One hundred and thirty-five flash fiction stories from world-wide authors selected from the long lists of the three Bath Flash Fiction Awards in 2017. These dazzling fictions, all 300 words or under, give us fresh insights into world wide concerns – from relationship issues and domestic situations tender or fraught, to war torn landscapes and the plight of the dispossessed. So much is compressed into so few words.
“The stories were of a very high standard…I’m so impressed with how organized and efficient all of the Bath contests appear to be. The production of a beautiful anthology from the contest long list is also very impressive…”
—Kathy Fish, author of Together We Can Bury It and co-author of RIFT.
“I could not believe how many powerful stories I read in the long list of fifty stories. It was very difficult to select the short list of twenty and then to choose the winners.”
—Meg Pokrass, author of Bird Envy, Damn Sure Right and The Dog Looks Happy Upside Down.
“Every single flash I received possessed qualities I admired and envied…I marvelled at the form’s ability to permit such a range of approaches – from slices-of-life to epic narration to poetic experiments and beyond…”
—David Swann, author of Stronger, Faster, Shorter and The Privilege of Rain.



A multi-talented creative artist, Catherine is an inspiration in many ways. Here she tells us how being immersed in the culture of former pit villages, and a vintage picture of boys playing outside Elsecar Colliery, prompted her second prize winning story ‘
						
We were fascinated to read that our first prize winner, Rose McDonagh, is a late night writer and has written almost every day since she was fifteen. Her winning piece was drafted in a community writing group she runs, inspired from one of her own exercises. She says, although it’s not always about getting published, a story gets “half its life from its author and half from being read and understood by other people.” Many writers have commented on the meaning of 
The third instalment of one of the most popular and esteemed series of flash fiction anthologies, The Best Small Fictions 2017 (Braddock Avenue Books, 2017), is an essential read for every flash fiction writer or reader. From Matthew Baker’s island of presidential doppelgangers to Harriot West’s ekphrastic haibun story about Van Gogh’s sunflowers, each of the pieces in this anthology proves that writers are not only continuing to produce high-quality flash fiction, but that the imagination and scope of flash fiction is far-reaching, whether writers choose to explore the uncharted or re-invent the wheel. 
As a boy, I loved a story about a football player whose team had just won the FA Cup at Wembley Stadium. Sitting in the dressing room after the match, the player complained he’d lost a contact lens out on the pitch. One of his team-mates is supposed to  have said, ‘Well, this is our lucky day – why don’t we go back out and find it?’ According to the story, they did just that, and found the contact lens within moments!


*INSTRUCTIONS FOR THE TASK*.
The result is the exact lines from the one containing "pixels, height=505 pixels." through the final line of the entries; leave out the pictures.

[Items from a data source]
------------------------------

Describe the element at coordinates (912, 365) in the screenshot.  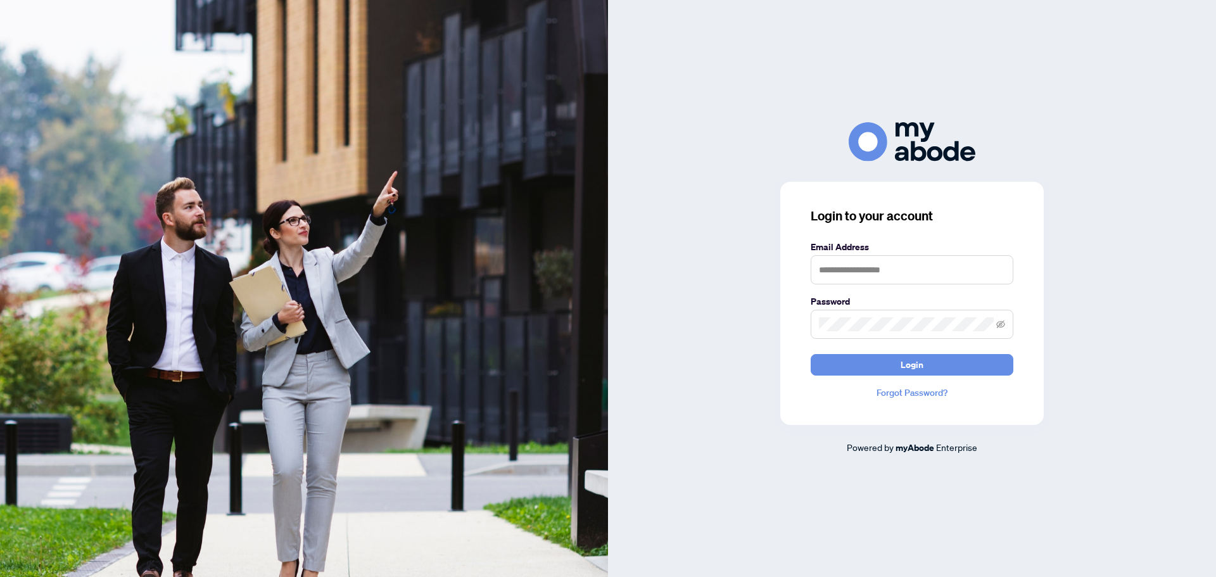
I see `button: Login` at that location.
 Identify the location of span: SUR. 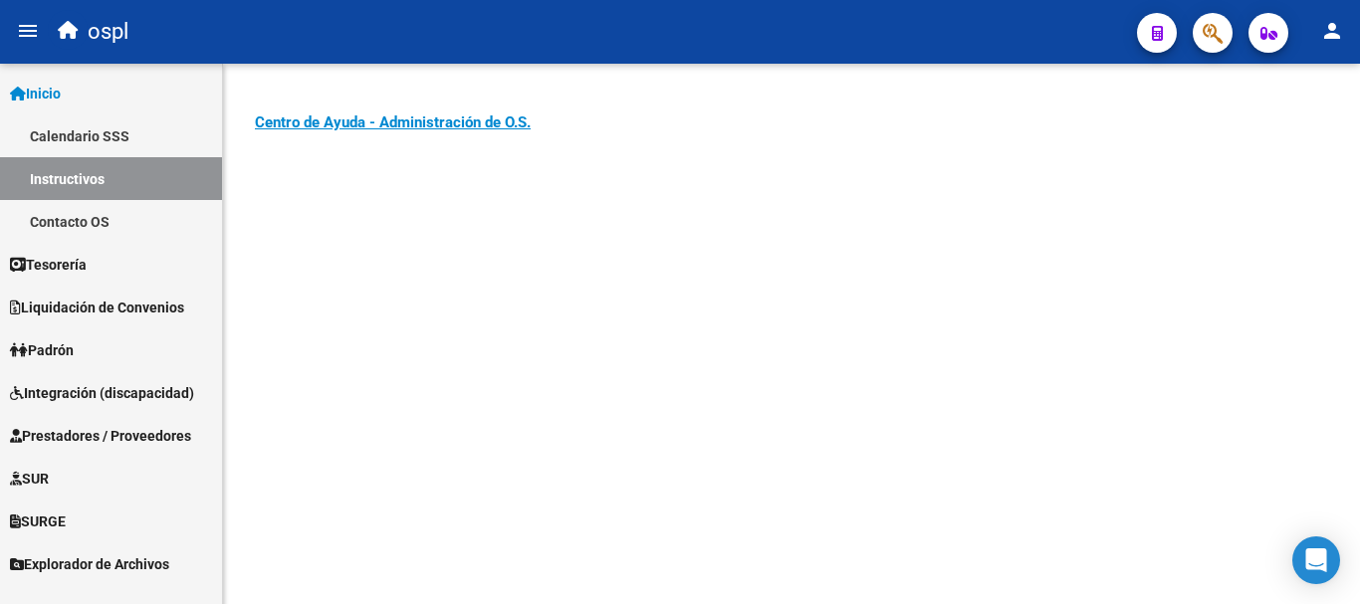
(29, 479).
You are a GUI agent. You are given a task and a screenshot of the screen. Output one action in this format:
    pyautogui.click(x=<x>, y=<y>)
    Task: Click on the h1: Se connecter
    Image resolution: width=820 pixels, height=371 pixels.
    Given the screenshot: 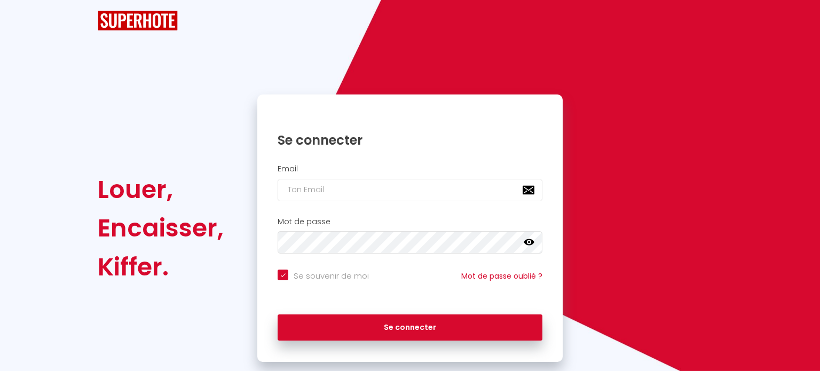 What is the action you would take?
    pyautogui.click(x=410, y=140)
    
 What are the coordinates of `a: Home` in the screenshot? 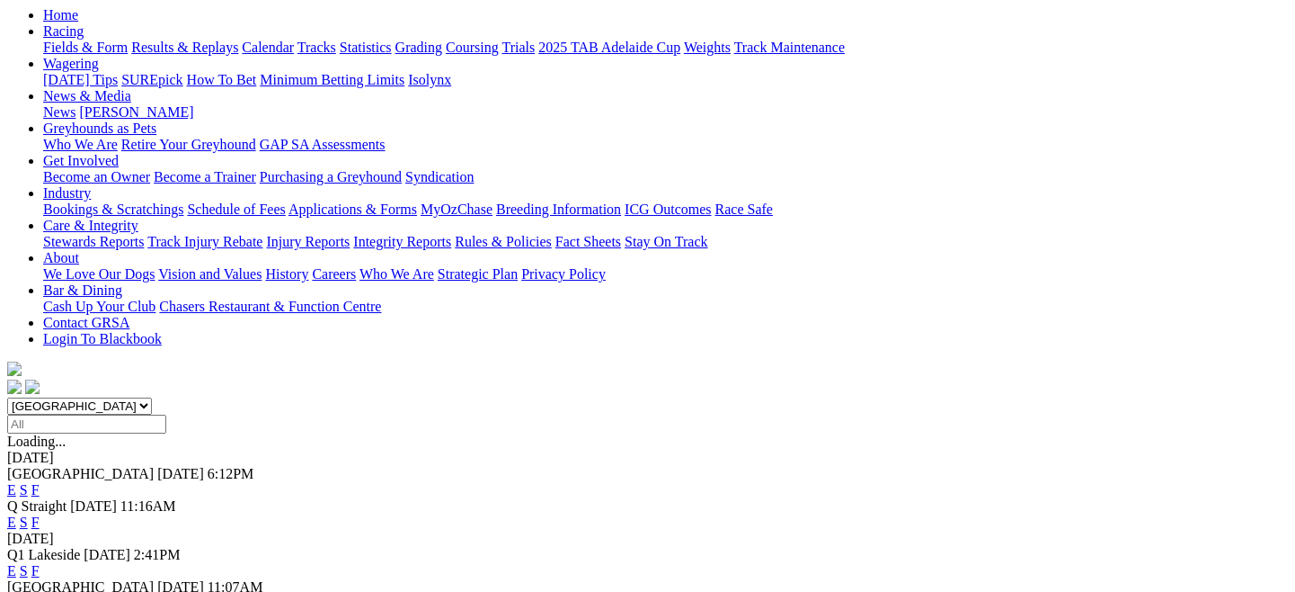 It's located at (60, 14).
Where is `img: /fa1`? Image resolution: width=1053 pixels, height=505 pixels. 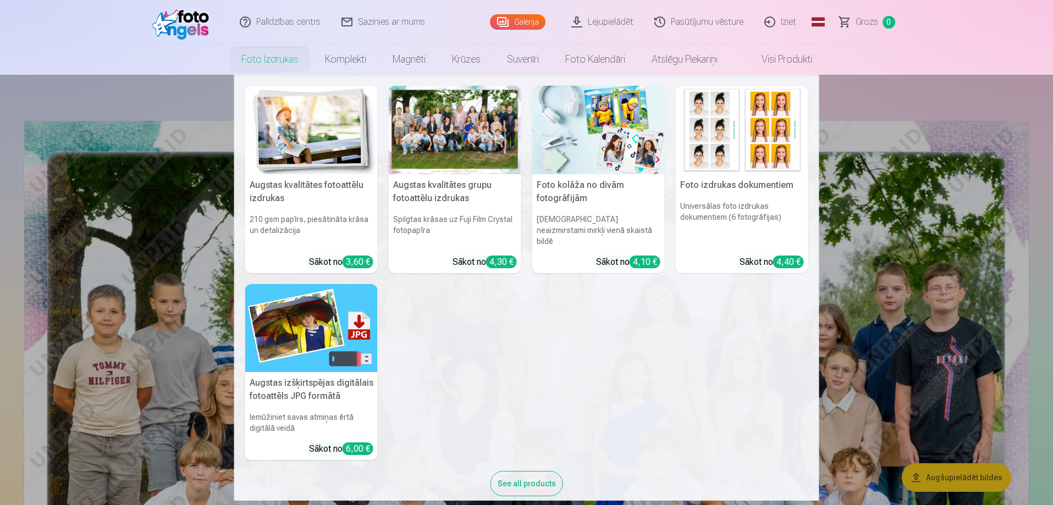
img: /fa1 is located at coordinates (183, 22).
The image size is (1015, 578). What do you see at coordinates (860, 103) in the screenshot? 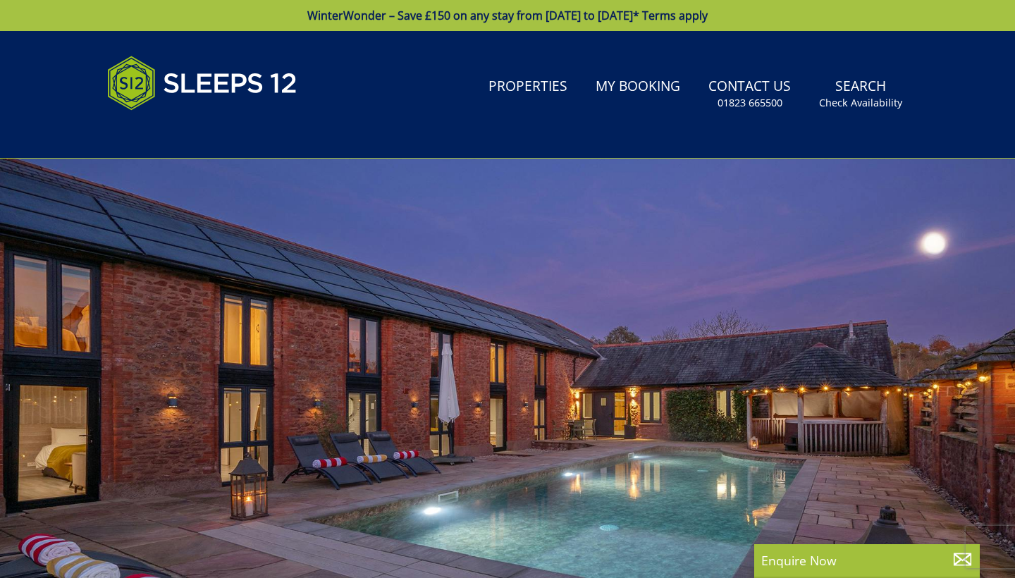
I see `small: Check Availability` at bounding box center [860, 103].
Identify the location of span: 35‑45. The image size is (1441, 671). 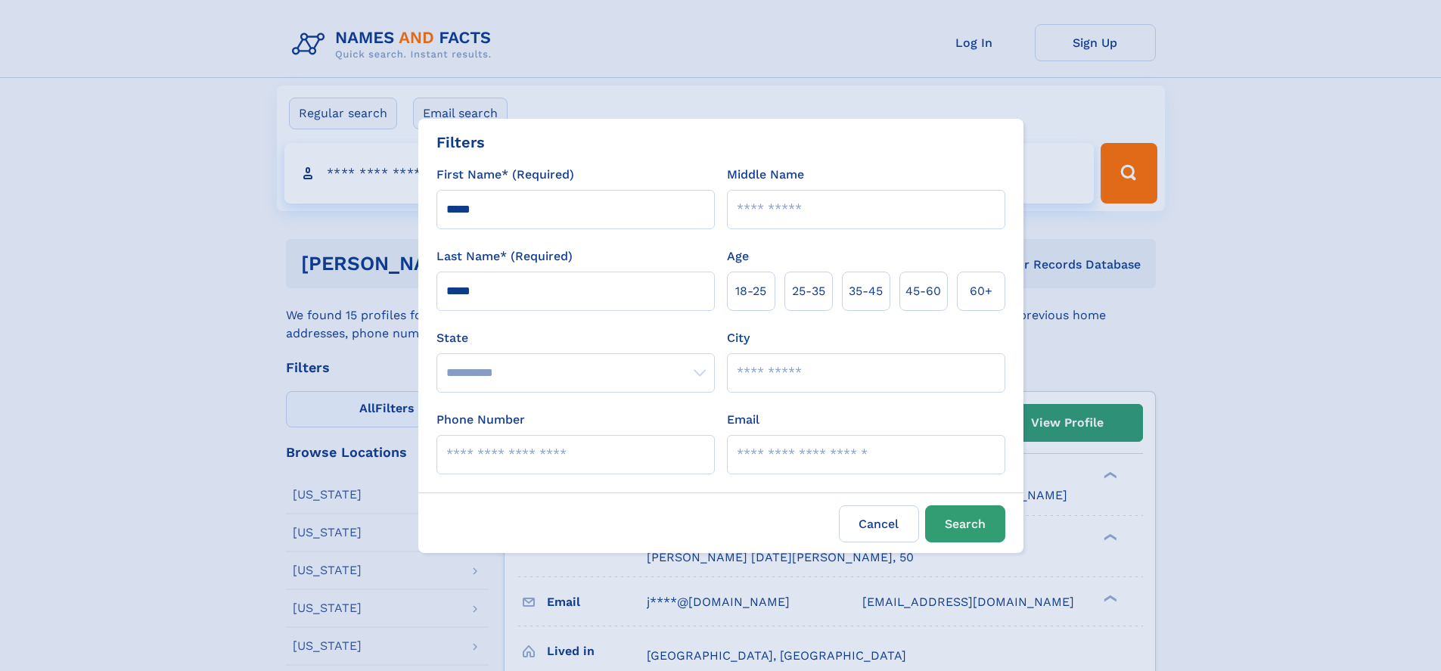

------------------------------

*RESULT OF THE TASK*.
Where is `img: /fa1`? Image resolution: width=1053 pixels, height=505 pixels. 
img: /fa1 is located at coordinates (183, 22).
The image size is (1015, 578). What do you see at coordinates (860, 103) in the screenshot? 
I see `small: Check Availability` at bounding box center [860, 103].
Identify the location of span: 35‑45. The image size is (1441, 671). 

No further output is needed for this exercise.